Ready, Player, M1
A long time ago I taught introductory computer architecture at Stanford. I started before you could get a bachelor’s degree in CS at Stanford. It was that long ago. When I started teaching we were using single board Motorola 6809 computers but with the arrival of the Mac we moved all of the lab work to the Motorola 68K. Some luminaries like George John, founder and CEO of Rocket Fuel, remember having to write a multi-tasking kernel as their final project.
My other job was at Tandem Computers, one of the first Kleiner-Perkins startups, which was disrupting traditional IBM mainframes with minicomputer technology. Along with companies like Digital Equipment we used proprietary computer architecture to provide more performance and reliability at a lower cost than the traditional mainframes.
It didn’t take long to realize a second wave was starting, driven by microprocessors used in PCs and workstations. I even wrote a paper at Tandem about how our instruction set could be emulated by the Motorola 68K microprocessor. Years later the company got rid of it’s proprietary computer architecture and moved to the MIPS microprocessors. And some years after that the transition was complete as the company moved to Intel.
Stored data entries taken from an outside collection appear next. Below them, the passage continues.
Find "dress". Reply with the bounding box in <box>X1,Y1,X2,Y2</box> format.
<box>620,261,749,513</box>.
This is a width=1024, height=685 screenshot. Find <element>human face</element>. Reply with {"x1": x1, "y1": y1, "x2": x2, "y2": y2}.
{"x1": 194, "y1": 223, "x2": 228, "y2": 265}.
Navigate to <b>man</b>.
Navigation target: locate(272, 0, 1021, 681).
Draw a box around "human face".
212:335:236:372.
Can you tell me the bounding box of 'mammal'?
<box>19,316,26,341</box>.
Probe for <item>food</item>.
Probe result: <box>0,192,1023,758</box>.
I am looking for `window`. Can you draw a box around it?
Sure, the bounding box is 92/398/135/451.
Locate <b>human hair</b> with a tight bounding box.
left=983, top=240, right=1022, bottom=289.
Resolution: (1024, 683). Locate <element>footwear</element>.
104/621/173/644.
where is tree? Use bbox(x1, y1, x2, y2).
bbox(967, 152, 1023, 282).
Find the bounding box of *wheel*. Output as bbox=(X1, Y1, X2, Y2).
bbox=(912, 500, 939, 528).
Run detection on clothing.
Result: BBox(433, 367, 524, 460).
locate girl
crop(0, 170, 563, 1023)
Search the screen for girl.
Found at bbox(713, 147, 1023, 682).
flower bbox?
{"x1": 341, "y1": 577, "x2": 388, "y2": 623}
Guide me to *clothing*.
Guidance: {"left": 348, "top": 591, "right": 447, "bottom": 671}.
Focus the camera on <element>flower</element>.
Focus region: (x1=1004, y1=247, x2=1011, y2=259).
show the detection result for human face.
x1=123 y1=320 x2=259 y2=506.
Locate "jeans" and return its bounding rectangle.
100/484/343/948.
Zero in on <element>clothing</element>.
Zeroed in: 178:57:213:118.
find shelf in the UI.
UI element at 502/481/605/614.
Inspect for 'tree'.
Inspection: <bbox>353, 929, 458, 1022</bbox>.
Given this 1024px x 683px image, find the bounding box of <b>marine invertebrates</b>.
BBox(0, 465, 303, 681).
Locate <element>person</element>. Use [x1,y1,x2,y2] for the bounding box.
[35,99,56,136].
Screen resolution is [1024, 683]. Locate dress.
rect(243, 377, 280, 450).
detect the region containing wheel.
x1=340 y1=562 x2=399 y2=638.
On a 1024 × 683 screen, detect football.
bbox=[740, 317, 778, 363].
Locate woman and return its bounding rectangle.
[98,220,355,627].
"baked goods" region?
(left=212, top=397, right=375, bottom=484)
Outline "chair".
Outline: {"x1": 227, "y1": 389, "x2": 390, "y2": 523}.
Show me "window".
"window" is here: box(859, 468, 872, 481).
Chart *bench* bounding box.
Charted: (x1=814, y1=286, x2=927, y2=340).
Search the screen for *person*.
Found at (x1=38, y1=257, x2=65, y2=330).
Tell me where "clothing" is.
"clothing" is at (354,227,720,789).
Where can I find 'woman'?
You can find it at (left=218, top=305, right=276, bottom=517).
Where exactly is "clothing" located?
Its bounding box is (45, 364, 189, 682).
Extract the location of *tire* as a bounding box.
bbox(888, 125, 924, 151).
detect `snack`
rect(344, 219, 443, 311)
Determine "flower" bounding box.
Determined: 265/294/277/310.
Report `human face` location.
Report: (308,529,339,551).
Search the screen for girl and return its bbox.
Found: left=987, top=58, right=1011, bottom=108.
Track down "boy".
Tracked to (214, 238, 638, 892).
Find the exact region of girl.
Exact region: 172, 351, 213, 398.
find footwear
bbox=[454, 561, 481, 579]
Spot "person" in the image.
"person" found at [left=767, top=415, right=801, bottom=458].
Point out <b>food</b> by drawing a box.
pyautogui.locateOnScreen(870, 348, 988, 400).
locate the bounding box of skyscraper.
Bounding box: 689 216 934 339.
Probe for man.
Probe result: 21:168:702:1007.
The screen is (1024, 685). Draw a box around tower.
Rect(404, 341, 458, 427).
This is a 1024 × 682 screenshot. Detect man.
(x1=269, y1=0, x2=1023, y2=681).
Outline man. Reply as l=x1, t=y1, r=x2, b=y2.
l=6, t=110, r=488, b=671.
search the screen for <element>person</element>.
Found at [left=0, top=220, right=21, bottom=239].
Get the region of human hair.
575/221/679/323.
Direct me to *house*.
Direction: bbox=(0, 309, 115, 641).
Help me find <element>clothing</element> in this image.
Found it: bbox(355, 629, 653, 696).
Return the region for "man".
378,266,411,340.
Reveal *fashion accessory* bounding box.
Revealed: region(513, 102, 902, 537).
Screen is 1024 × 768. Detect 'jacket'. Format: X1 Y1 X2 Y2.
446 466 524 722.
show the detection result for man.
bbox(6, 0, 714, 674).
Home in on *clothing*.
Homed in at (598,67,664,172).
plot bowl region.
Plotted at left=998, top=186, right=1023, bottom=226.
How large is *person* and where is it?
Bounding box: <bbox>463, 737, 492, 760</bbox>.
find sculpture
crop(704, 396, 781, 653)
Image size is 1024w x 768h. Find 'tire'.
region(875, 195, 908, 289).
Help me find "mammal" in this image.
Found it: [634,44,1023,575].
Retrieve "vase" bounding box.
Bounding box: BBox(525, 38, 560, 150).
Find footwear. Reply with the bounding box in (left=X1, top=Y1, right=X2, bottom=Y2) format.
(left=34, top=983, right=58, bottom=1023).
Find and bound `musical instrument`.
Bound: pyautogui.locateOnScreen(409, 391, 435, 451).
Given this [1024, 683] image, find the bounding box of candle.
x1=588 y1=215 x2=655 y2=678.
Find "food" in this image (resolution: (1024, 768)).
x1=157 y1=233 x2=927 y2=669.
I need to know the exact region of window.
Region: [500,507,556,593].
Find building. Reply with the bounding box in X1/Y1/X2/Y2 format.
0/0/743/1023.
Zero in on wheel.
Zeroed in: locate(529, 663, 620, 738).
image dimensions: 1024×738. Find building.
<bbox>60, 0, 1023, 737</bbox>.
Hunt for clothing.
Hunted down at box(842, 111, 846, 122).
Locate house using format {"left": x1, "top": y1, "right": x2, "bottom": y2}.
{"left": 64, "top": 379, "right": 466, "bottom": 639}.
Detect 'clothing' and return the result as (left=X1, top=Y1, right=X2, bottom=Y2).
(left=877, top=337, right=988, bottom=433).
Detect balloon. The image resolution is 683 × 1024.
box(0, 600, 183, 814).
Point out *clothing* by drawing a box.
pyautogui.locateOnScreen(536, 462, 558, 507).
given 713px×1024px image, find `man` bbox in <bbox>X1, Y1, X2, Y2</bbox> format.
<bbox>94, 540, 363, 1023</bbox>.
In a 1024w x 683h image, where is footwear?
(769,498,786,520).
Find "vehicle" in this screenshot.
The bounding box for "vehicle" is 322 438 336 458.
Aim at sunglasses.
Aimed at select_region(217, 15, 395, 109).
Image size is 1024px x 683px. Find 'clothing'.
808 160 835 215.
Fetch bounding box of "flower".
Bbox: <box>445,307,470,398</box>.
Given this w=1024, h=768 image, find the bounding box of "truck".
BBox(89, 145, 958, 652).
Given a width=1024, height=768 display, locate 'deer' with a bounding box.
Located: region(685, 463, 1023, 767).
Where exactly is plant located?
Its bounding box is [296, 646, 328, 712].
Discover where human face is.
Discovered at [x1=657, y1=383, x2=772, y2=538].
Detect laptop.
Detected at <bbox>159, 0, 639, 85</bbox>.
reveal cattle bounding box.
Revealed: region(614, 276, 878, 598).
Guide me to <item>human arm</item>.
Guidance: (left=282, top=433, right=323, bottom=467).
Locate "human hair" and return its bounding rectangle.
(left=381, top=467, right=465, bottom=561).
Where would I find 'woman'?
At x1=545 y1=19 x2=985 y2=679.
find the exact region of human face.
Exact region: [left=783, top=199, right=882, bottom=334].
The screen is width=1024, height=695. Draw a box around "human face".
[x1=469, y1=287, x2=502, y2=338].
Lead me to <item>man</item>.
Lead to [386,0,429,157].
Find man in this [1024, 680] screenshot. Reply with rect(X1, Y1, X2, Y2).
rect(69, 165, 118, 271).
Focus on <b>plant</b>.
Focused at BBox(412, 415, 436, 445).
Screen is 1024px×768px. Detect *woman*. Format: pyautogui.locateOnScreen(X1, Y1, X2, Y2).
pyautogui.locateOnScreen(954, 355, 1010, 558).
For the past twenty years in enterprise computing we’ve been happy to think Intel was going to supply the CPUs. Just look inside AWS, Azure and Google’s cloud data centers and it’s pretty much all Intel.
But maybe that’s going to change. Yesterday, I attended a Stanford seminar, where the VP of platform architecture at Apple was the guest speaker. A similar old timer he talked about minis taking over from mainframes, and then PC/workstation technology replacing mini computers. So having seen two of these transitions he presented the third wave: M1.
Apple has developed a SOC they call M1, which was born from the iPhone business, which many now see as the modern PC/workstation. M1 today is being made available in the MacBooks and he couldn’t stop talking about how much faster the M1 MacBook was than the Intel MacBook it replaces. I would hate to be the Intel rep on the Apple account.
So what if Apple takes M1 and it’s derivatives and brings it to the rest of the world? Why couldn’t Apple become the computer architecture of the center cloud services of the future? Why couldn’t they start with their own cloud services (iTunes, Apple Music, Apple TV, Podcast, etc.)? And what stands in the way of exposing that compute & storage as a “public cloud service”. Maybe call it Apple Web Services — or on second thought, maybe not.
If you were Intel you’d be thinking my Xeon data center business isn’t safe. If you’re NVIDIA you have to be hoping the ARM merger happens quickly. But even then, you’d be stuck with the problem of who is going to purchase your version of “M1”. Qualcomm invested 1000 engineer team for more than 5 years before it abandoned it’s server cpu architecture in 2018. Is that because there was no customer of scale? So should Samsung just buy NVIDIA & ARM and create a competitor before Apple decides to go to after the rest of world?
The third wave has begun. Let the games begin.